This comes from a long story of trying to recovering a TrueCrypt volume from a hardware failure (thanks, WD). I ended up with an unencrypted 3TB image that had the files that I want to recover.
Unfortunately, after using testdisk
and extundelete
, I guessed the directory entry that leads to the descriptors (of the additional directories) that I want to recover has been overwritten.
However, I think that its subdirectories may have their entries still intact. I would like to know how can I search throughout the disk image for directory entries in unallocated blocks, in order to recover their files (with their proper names, which would be much better than using foremost
, photorec
and the like).
I know that extundelete
with a default --recover-all
doesn't look further than the tree that spawns from the root directory.
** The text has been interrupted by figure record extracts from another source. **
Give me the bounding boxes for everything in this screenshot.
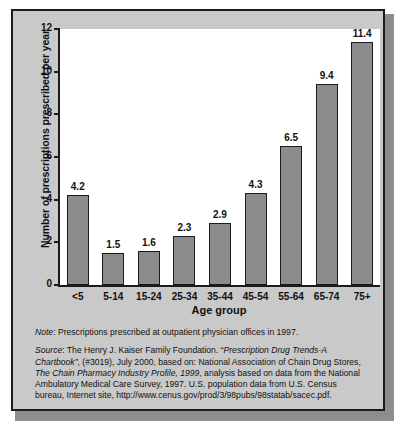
bar-group: 1.55-14 [96,29,132,285]
bar-group: 6.555-64 [273,29,309,285]
bar-series: 4.2<51.55-141.615-242.325-342.935-444.34… [60,29,380,285]
source-line: Source: The Henry J. Kaiser Family Found… [35,345,365,401]
y-axis-tick-label: 6 [46,150,52,161]
bar-value-label: 4.3 [249,179,263,190]
x-axis-tick-label: 15-24 [136,291,162,302]
bar-group: 4.2<5 [60,29,96,285]
plot-area: 024681012 4.2<51.55-141.615-242.325-342.… [58,29,380,287]
x-axis-tick-label: 75+ [354,291,371,302]
footnotes: Note: Prescriptions prescribed at outpat… [35,327,365,402]
bar-group: 2.935-44 [202,29,238,285]
note-label: Note [35,327,53,337]
bar-value-label: 9.4 [320,70,334,81]
source-label: Source [35,345,62,355]
bar [245,193,267,285]
x-axis-tick-label: <5 [72,291,83,302]
bar-value-label: 6.5 [284,132,298,143]
bar [316,84,338,285]
bar-value-label: 1.5 [106,239,120,250]
bar-value-label: 2.9 [213,209,227,220]
bar [280,146,302,285]
bar [351,42,373,285]
bar-value-label: 1.6 [142,237,156,248]
y-axis-title: Number of prescriptions prescribed per y… [39,3,51,275]
note-line: Note: Prescriptions prescribed at outpat… [35,327,365,338]
bar-group: 9.465-74 [309,29,345,285]
x-axis-tick-label: 45-54 [243,291,269,302]
y-axis-tick-label: 4 [46,193,52,204]
chart-panel: Number of prescriptions prescribed per y… [11,9,385,411]
bar-value-label: 11.4 [353,28,372,39]
x-axis-tick-label: 5-14 [103,291,123,302]
x-axis-tick-label: 65-74 [314,291,340,302]
bar [209,223,231,285]
bar-group: 11.475+ [344,29,380,285]
plot-region: Number of prescriptions prescribed per y… [13,11,383,319]
bar [67,195,89,285]
y-axis-tick-label: 10 [41,65,52,76]
x-axis-tick-label: 25-34 [172,291,198,302]
y-axis-tick-label: 8 [46,107,52,118]
bar [173,236,195,285]
source-title-industry-profile: The Chain Pharmacy Industry Profile, 199… [35,368,199,378]
x-axis-title: Age group [58,304,380,316]
x-axis-tick-label: 55-64 [278,291,304,302]
bar [138,251,160,285]
bar [102,253,124,285]
y-axis-tick-label: 2 [46,235,52,246]
bar-group: 1.615-24 [131,29,167,285]
bar-value-label: 4.2 [71,181,85,192]
source-text-part1: : The Henry J. Kaiser Family Foundation.… [62,345,223,355]
bar-group: 4.345-54 [238,29,274,285]
bar-value-label: 2.3 [177,222,191,233]
source-text-part2: , (#3019), July 2000, based on: National… [78,357,361,367]
bar-group: 2.325-34 [167,29,203,285]
y-axis-tick-label: 0 [46,278,52,289]
figure-container: Number of prescriptions prescribed per y… [11,9,394,421]
x-axis-tick-label: 35-44 [207,291,233,302]
note-text: : Prescriptions prescribed at outpatient… [53,327,298,337]
y-axis-tick-label: 12 [41,22,52,33]
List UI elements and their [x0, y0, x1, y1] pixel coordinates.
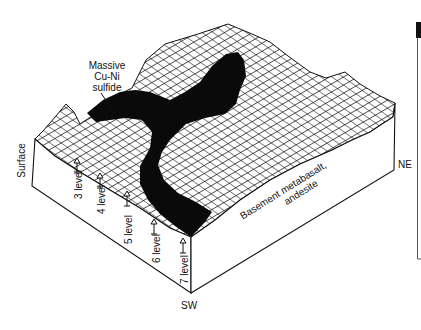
- callout-line-3: sulfide: [76, 82, 138, 93]
- block-diagram: [0, 0, 421, 330]
- sw-direction-label: SW: [181, 300, 197, 311]
- page-edge-bracket: [416, 22, 421, 259]
- level-label-5: 5 level: [123, 215, 134, 244]
- level-label-6: 6 level: [151, 234, 162, 263]
- level-label-3: 3 level: [73, 170, 84, 199]
- callout-line-2: Cu-Ni: [76, 71, 138, 82]
- level-label-4: 4 level: [96, 185, 107, 214]
- surface-label: Surface: [16, 136, 27, 186]
- level-label-7: 7 level: [179, 255, 190, 284]
- callout-line-1: Massive: [76, 60, 138, 71]
- ore-body-callout-label: Massive Cu-Ni sulfide: [76, 60, 138, 93]
- ne-direction-label: NE: [398, 159, 412, 170]
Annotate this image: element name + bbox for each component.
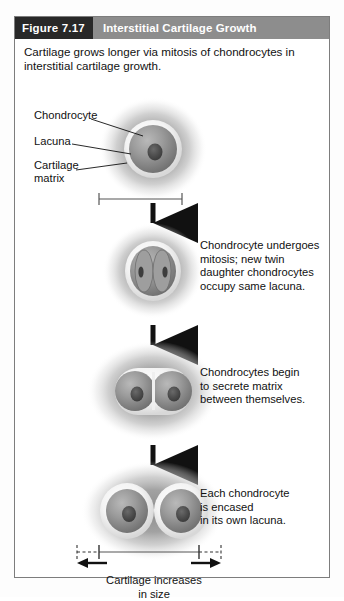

Okay, what if one of the branches is broken but I know that the subfolders entries are somewhere?
Just in case I didn't express myself clearly, imagine that the entry lost is [root]/information. The root directory has the 'information' entry, but it points to overwritten data. Its directory entry is gone, but I want to scan for its subdirectories, [root]/information/personal, and [root]/information/business, and so on. (the name of those subdirectories was in the 'information' entry- I don't care about that name but their whole structure)
fsck
should gather recoverable files inlost+found
...fsck
doesn't care about deleted entries, right? Maybe I can try to manually set the 'information' entry in [root] as undeleted? (well, still its children will be marked as deleted, right?) Mmm....foremost
orphotorec
perform file recovery based on header search. However, I would prefer a tool that does search for orphan directory entries instead of files, so I can recover the files in a better way.